"You will stay? I will try to sleep now if you will touch me. Katrine, you will not slip away?"

"I shall stay until you are quite well, beloved."

At three in the morning he awoke with a shiver. "Where are you?" he called. "Where are you, Katrine?"

"Here," she answered, laying a hand on his cheek.

"Ah, thank God!"


It was over a month before Mrs. Ravenel and Katrine were able to take Frank south, where he longed to be. The St. Petersburg engagement was cancelled, and the Metropolitan manager, angry at Katrine's forgetfulness to notify him that she could not sing the night Mrs. Ravenel

had come for her, made many caustic newspaper criticisms. But both events seemed entirely unimportant to her, for Frank's paralysis, which the doctors had believed but a temporary affair, did not leave him as soon as had been hoped.

There was a splendid Celtic recklessness in the way she surrendered everything for him, a generosity which Mrs. Ravenel saw with commending eyes, believing it, by some strange mother-reasoning, to be but just. But Frank was far from taking the same attitude in the matter. Almost the first day he was able to be wheeled on the great piazza in the sunshine he spoke to Katrine of the time she must soon leave, to keep the St. Petersburg engagements.

"I have no St. Petersburg engagements," she explained, briefly. "I cancelled them."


Work task -
Take the lines below beginning at the line that has "I need the bounding box for 'window'." and stopping after the line that has "Pinpoint hiking equipment", and print them exactly as they are, with no other lines.

Entries provided -
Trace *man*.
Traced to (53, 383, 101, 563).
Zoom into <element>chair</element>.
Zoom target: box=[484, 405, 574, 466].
---
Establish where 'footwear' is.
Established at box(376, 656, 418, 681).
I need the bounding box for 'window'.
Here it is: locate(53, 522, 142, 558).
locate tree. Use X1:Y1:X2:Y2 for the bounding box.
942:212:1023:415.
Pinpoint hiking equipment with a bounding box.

Task response -
I need the bounding box for 'window'.
Here it is: locate(53, 522, 142, 558).
locate tree. Use X1:Y1:X2:Y2 for the bounding box.
942:212:1023:415.
Pinpoint hiking equipment with a bounding box.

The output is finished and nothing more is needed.